Protocol security analysis of the ASSA ABLOY VERSO® CLIQ mechatronic locking system. I captured and decoded 1-Wire protocol communication between the key and lock, identified plaintext System ID transmission, analyzed encryption weaknesses, and quantified predictable patterns. Full signal captures, CSV data, timing diagrams, and decoder available on GitHub.
System tested: VERSO CLIQ lock with System ID V1004261. The key acts as the master device, lock as the slave, communicating via a single-wire digital protocol.
Mechatronic locks are widely deployed in enterprise and critical infrastructure for physical access control. Vulnerabilities in their authentication protocols can lead to:
Logic analyzer traces showing System ID "V1004261" in plaintext, 70%+ byte repetition, and 13.66/4.33 µs binary timing
Signal captures (CSV), timing diagrams, decoder implementation, and vulnerability analysis published on GitHub
Partial encryption discovered: System ID and permissions in plaintext, only Q1-Q21 blocks encrypted
Proposed: full payload encryption + session tokens + timing randomization to improve protocol security
Captured ASSA ABLOY CLIQ 1-Wire traffic revealing System ID "V1004261" in plaintext and 70%+ byte repetition
Measured pulse widths: 13.66 µs = 0, 4.33 µs = 1, 18.75 µs cycle, ~98 µs total unlock time
Custom decoder to parse 1-Wire pulse sequences and extract structured payloads (System ID, permissions, crypto blocks)
Eliminate plaintext System ID transmission — encrypt entire authentication payload including identifiers and permission fields (A1-A3, P1-P3) to prevent traffic analysis.
Implement cryptographically random session tokens for each unlock attempt to prevent replay attacks — ensure each authentication frame is unique and time-bound.

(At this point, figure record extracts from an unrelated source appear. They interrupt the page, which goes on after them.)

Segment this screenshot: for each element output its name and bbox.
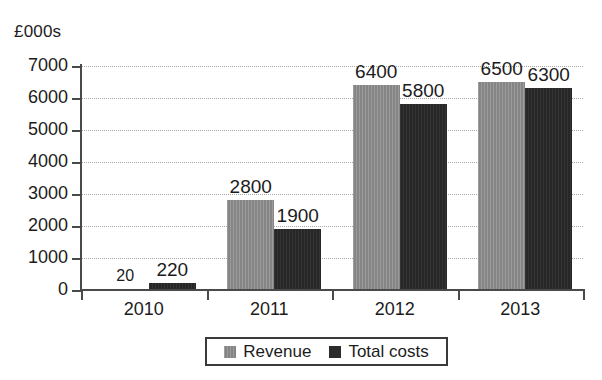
- legend-label-revenue: Revenue: [243, 342, 311, 362]
- x-axis-label-2011: 2011: [207, 299, 333, 320]
- y-tick-1000: [72, 258, 82, 260]
- plot-area: 20220280019006400580065006300: [81, 66, 583, 290]
- y-tick-label-4000: 4000: [4, 151, 68, 172]
- y-tick-label-2000: 2000: [4, 215, 68, 236]
- data-label-2012-total-costs: 5800: [394, 80, 453, 102]
- total-costs-swatch-icon: [329, 346, 341, 358]
- bar-2011-total-costs: [274, 229, 321, 290]
- revenue-swatch-icon: [224, 346, 236, 358]
- y-tick-3000: [72, 194, 82, 196]
- data-label-2013-total-costs: 6300: [519, 64, 578, 86]
- y-tick-6000: [72, 98, 82, 100]
- bar-2012-total-costs: [400, 104, 447, 290]
- y-axis-unit-label: £000s: [14, 22, 61, 42]
- x-tick-4: [583, 289, 585, 300]
- data-label-2010-total-costs: 220: [143, 259, 202, 281]
- y-tick-4000: [72, 162, 82, 164]
- y-tick-label-5000: 5000: [4, 119, 68, 140]
- y-tick-5000: [72, 130, 82, 132]
- bar-2012-revenue: [353, 85, 400, 290]
- y-tick-7000: [72, 66, 82, 68]
- x-axis-label-2013: 2013: [458, 299, 584, 320]
- chart-legend: Revenue Total costs: [205, 337, 448, 366]
- y-tick-label-7000: 7000: [4, 55, 68, 76]
- bar-2013-total-costs: [525, 88, 572, 290]
- x-axis-label-2010: 2010: [81, 299, 207, 320]
- y-tick-label-6000: 6000: [4, 87, 68, 108]
- data-label-2011-total-costs: 1900: [268, 205, 327, 227]
- y-tick-label-3000: 3000: [4, 183, 68, 204]
- legend-item-revenue: Revenue: [224, 342, 311, 362]
- y-tick-label-0: 0: [4, 279, 68, 300]
- legend-label-total-costs: Total costs: [348, 342, 428, 362]
- bar-2011-revenue: [227, 200, 274, 290]
- x-axis-label-2012: 2012: [332, 299, 458, 320]
- y-tick-label-1000: 1000: [4, 247, 68, 268]
- legend-item-total-costs: Total costs: [329, 342, 428, 362]
- y-tick-2000: [72, 226, 82, 228]
- data-label-2011-revenue: 2800: [221, 176, 280, 198]
- bar-chart: £000s 20220280019006400580065006300 0100…: [0, 0, 602, 380]
- bar-2013-revenue: [478, 82, 525, 290]
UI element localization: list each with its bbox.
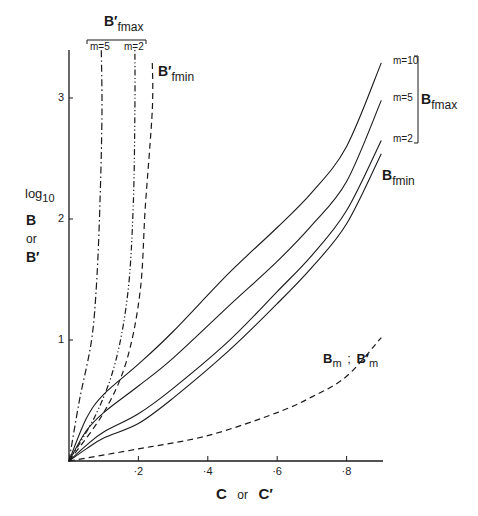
series-line <box>69 50 102 461</box>
bpm-sub: m <box>369 357 378 369</box>
bpfmin-label: B′fmin <box>158 64 194 78</box>
bfmin-label: Bfmin <box>382 168 415 182</box>
x-tick-label: ·4 <box>203 466 213 477</box>
ylabel-or: or <box>26 233 37 245</box>
xlabel-or: or <box>237 488 248 502</box>
bpfmin-main: B′ <box>158 63 171 79</box>
series-line <box>69 100 381 461</box>
ylabel-log-text: log <box>25 186 42 201</box>
bfmax-main: B <box>421 91 431 107</box>
y-tick-label: 1 <box>58 334 64 345</box>
x-tick-label: ·6 <box>272 466 282 477</box>
ylabel-Bprime: B′ <box>26 250 39 264</box>
chart-plot-area <box>0 0 478 516</box>
series-line <box>69 140 381 461</box>
data-series <box>69 50 381 461</box>
bm-main: B <box>323 351 332 366</box>
series-line <box>69 63 381 461</box>
x-tick-label: ·8 <box>342 466 352 477</box>
ylabel-log: log10 <box>25 187 55 200</box>
xlabel: C or C′ <box>216 486 273 502</box>
xlabel-C: C <box>216 485 227 502</box>
series-line <box>69 62 153 461</box>
bfmax-bracket <box>414 56 418 143</box>
y-tick-label: 3 <box>58 92 64 103</box>
bpfmax-sub: fmax <box>117 20 143 34</box>
bfmin-sub: fmin <box>392 174 415 188</box>
ylabel-B: B <box>26 213 36 227</box>
bfmax-sub: fmax <box>431 98 457 112</box>
m2-label: m=2 <box>393 134 413 144</box>
m10-label: m=10 <box>393 56 418 66</box>
x-tick-label: ·2 <box>133 466 143 477</box>
xlabel-Cprime: C′ <box>258 485 272 502</box>
bpm-main: B′ <box>356 351 369 366</box>
bm-sub: m <box>332 357 341 369</box>
bm-sep: ; <box>347 351 351 366</box>
bpfmax-label: B′fmax <box>104 14 143 28</box>
m5-label: m=5 <box>393 93 413 103</box>
y-tick-label: 2 <box>58 213 64 224</box>
bp-m5-label: m=5 <box>90 42 110 52</box>
bfmax-label: Bfmax <box>421 92 457 106</box>
bm-label: Bm ; B′m <box>323 352 378 365</box>
bp-m2-label: m=2 <box>124 42 144 52</box>
bpfmin-sub: fmin <box>171 70 194 84</box>
bfmin-main: B <box>382 167 392 183</box>
bpfmax-main: B′ <box>104 13 117 29</box>
ylabel-log-sub: 10 <box>42 192 54 204</box>
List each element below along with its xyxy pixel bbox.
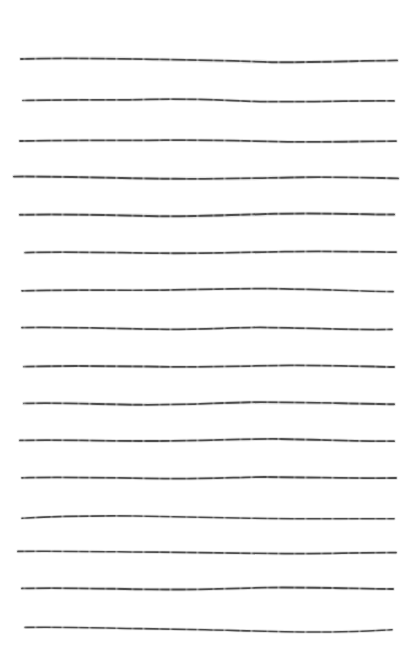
ruled-lines-canvas: [0, 0, 416, 662]
paper-sheet: [0, 0, 416, 662]
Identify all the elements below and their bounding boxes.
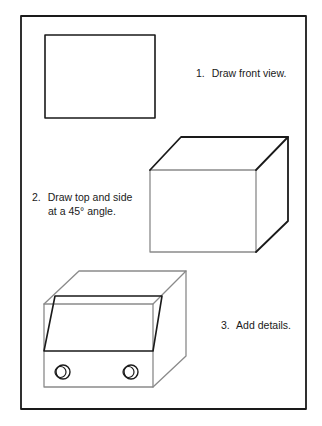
detailed-box-front-face — [44, 304, 153, 387]
step-2-number: 2. — [32, 191, 41, 203]
knob-right — [123, 365, 138, 379]
step-1-front-view — [45, 35, 155, 118]
step-3-number: 3. — [221, 319, 230, 331]
step-3-detailed-box — [44, 271, 186, 387]
step-2-label-line2: at a 45° angle. — [48, 205, 116, 217]
step-1-number: 1. — [196, 67, 205, 79]
detailed-box-top-face — [44, 271, 186, 304]
step-2-label-line1: 2. Draw top and side — [32, 191, 132, 203]
step-2-text-line1: Draw top and side — [48, 191, 133, 203]
step-3-text: Add details. — [236, 319, 291, 331]
box-front-face — [150, 170, 256, 252]
step-2-box — [150, 137, 288, 252]
knob-left — [55, 365, 70, 379]
step-1-text: Draw front view. — [212, 67, 287, 79]
box-top-face — [150, 137, 288, 170]
drawing-instructions-diagram: 1. Draw front view. 2. Draw top and side… — [0, 0, 322, 426]
step-3-label: 3. Add details. — [221, 319, 291, 331]
step-1-label: 1. Draw front view. — [196, 67, 286, 79]
front-view-rectangle — [45, 35, 155, 118]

Add random delays to break predictable timing patterns (current 18.75 µs cycle, ~98 µs total) to make forwarding attacks more difficult to synchronize.
Address the 70%+ byte repetition issue by diversifying encrypted payloads with variable padding and randomized field ordering.
Protocol security analysis of the ASSA ABLOY VERSO® CLIQ lock system: captured and decoded 1-Wire protocol traffic revealing System ID "V1004261" in plaintext, 70%+ identical byte sequences across authentication sessions, and partial encryption (only Q1-Q21 blocks encrypted, identifiers in plaintext). Binary pulse timing decoded: 13.66 µs = 0, 4.33 µs = 1. Complete signal captures, CSV data, timing diagrams, and Python decoder available on GitHub.